You would think, therefore, that such a story would garner widespread coverage in our free, fearless and not-at-all-beholden-to-power-oh-dear-me-no-where-do-you-think-this-is-North-Korea media.

Think again.

Astonishingly, coverage of the Catalan crisis has been all but absent. The Toryglyph has its sole item on the matter buried three levels down. The BBC has done the same. The Times' print edition on Saturday apparently doesn't mention it at all. And those two imposters of 'liberal' journalism, the Granadiu and the Abu bin-Dependent? Not a word. Anywhere, although they seem to be very keen to report on a sex scandal in Iceland.

It's a reminder of the late and much-missed Paul Foot who - commenting on the lack of coverage of the actions which overthrew the Caetano dictatorship in Portugal in 1975 - said, "If you don't know what's going on in Portugal, you must have been reading the papers".
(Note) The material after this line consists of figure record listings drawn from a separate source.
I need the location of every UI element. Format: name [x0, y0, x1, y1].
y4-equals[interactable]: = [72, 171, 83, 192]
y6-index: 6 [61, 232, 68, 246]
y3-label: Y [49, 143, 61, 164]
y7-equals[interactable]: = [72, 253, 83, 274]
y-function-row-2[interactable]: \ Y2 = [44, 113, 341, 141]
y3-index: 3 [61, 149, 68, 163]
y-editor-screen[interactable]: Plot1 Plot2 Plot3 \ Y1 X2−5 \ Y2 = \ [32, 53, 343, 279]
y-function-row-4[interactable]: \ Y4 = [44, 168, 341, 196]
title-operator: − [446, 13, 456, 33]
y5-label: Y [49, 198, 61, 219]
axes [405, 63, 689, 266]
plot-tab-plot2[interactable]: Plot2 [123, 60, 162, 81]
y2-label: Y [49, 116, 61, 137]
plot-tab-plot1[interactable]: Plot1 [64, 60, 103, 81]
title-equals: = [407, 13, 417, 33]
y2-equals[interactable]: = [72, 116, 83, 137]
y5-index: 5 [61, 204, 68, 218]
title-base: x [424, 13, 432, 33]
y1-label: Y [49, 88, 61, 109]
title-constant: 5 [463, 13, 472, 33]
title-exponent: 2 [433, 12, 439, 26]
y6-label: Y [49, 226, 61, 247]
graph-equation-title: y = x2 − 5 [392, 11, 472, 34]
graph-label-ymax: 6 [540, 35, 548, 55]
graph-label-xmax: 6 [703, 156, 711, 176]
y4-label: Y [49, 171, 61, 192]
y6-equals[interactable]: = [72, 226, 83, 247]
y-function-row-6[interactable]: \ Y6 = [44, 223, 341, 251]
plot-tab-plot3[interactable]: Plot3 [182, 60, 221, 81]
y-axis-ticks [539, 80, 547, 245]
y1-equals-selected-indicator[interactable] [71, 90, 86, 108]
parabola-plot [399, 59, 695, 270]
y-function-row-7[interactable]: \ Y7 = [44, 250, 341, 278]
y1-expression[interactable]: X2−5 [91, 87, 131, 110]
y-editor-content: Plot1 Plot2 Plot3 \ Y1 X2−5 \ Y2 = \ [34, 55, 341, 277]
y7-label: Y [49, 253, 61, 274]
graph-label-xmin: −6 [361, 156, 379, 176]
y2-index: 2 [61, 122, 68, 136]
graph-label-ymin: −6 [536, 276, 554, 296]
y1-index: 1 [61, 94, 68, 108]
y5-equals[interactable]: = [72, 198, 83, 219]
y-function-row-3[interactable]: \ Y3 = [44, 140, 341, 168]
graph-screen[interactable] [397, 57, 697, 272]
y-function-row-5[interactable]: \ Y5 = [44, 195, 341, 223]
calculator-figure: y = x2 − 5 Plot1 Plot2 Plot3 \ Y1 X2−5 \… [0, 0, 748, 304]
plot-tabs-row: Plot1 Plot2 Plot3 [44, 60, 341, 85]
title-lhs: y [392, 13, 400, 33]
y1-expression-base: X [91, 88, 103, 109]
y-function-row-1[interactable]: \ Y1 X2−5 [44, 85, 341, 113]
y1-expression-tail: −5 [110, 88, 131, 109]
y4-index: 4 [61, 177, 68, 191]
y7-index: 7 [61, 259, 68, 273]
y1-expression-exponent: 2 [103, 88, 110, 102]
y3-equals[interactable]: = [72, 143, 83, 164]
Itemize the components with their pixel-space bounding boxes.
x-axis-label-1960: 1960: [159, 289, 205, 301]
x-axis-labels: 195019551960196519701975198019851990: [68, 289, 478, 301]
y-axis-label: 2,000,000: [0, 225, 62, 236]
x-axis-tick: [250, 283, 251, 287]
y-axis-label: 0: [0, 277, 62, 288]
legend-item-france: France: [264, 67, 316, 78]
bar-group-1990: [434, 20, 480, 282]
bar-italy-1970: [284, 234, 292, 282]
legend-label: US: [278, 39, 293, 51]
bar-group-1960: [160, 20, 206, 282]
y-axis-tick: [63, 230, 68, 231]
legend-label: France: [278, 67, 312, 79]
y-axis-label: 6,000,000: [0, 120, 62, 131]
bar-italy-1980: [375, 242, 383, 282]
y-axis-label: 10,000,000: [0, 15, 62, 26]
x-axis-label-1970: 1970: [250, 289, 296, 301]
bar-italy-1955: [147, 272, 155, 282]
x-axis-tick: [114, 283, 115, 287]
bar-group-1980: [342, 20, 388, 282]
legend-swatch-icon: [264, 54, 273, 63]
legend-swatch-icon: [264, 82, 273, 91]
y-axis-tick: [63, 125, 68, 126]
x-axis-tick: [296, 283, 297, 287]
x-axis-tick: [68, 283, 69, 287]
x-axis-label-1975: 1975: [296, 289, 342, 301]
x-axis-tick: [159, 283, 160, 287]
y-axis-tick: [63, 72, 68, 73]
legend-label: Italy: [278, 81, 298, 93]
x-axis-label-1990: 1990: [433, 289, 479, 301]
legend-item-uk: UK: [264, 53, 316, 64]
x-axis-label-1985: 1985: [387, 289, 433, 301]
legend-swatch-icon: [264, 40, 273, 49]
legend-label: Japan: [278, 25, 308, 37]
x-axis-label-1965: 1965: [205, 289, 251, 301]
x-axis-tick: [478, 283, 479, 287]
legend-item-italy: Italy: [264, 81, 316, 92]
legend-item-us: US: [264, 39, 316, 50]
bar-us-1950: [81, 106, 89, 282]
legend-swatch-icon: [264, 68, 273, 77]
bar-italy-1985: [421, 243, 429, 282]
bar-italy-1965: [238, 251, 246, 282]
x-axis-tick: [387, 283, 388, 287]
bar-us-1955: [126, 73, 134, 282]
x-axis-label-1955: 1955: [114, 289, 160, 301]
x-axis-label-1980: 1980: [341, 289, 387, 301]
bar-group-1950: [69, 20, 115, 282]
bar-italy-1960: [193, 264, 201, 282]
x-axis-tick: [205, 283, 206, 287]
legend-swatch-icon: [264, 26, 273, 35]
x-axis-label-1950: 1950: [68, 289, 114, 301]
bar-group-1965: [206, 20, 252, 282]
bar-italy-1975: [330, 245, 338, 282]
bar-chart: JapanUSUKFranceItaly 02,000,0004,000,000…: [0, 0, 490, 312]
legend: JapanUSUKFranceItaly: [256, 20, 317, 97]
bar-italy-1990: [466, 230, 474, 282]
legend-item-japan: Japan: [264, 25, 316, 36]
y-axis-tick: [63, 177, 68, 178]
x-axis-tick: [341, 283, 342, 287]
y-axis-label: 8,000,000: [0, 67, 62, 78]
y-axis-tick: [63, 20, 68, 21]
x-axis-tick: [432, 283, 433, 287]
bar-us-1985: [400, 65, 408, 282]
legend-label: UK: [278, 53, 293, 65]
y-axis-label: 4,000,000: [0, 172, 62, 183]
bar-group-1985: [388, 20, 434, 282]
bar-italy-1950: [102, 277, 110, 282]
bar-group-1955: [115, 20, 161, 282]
For the sake of fairness (which they largely don't deserve, but give me credit for trying), I looked around the websites of some of Europe's most notable newspapers as well. Die Zeit, the FAZ and the supposedly left-leaning Tageszeitung? Keine Worte. De Telegraaf? Niets. Le Monde? Baise tout. Corriere Della Sera? Niente.

(I didn't bother with the Castilian press for obvious reasons).

I then looked further afield. The New York Times? Gedouddahere! The Washington Post ("Democracy dies in darkness", they say, as they turn the lights out)? Nodda dime. The Sydney Morning Herald? Nothin' here, mate. The Japan Times? The Asahi Shimbun? Nanimonai.

And politicians? Whilst Euro-President Juncker has said that he would respect the result of the referendum, there has been no word about the sabotaging of that vote from him or Tusk or even Verhofstadt. Apart from a strongly-worded letter from a small number of Danish parliamentarians, a similar message of support from the Prime Minister of Estonia, and a rather weak 'on the one hand this, on the other hand that' statement from the Scottish government's spokesperson on external affairs, our 'democratic' pols have been silent.

It's all very curious.

Were I prone to conspiracy theories (which on the whole I'm not, although I do sometimes wonder at the stretching of the laws of probability into pretzels), I would think that there was some sort of international 'understanding' either to under-report the story or to simply not bother mentioning it at all.

But it may after all just be down to insularity and ignorance. After all, the English media have a nice, juicy 'Muslim Bomb Outrage!' story to amuse them; the Germans are in the middle of an election campaign; the Japanese and Aussies are too far away to care; and the Yanks are having to play ring-a-roses with their President's psyche.

Whichever explanation is closer to the truth, the most astounding journalistic black hole seems to have opened up to swallow the story of a major European state threatening mass arrests and prosecutions of people for wanting the democracy they voted for. Perhaps, as with the blind eye turned to another Castilian outrage against one of its colonies eighty years ago this year, this will seem in hindsight to be significant.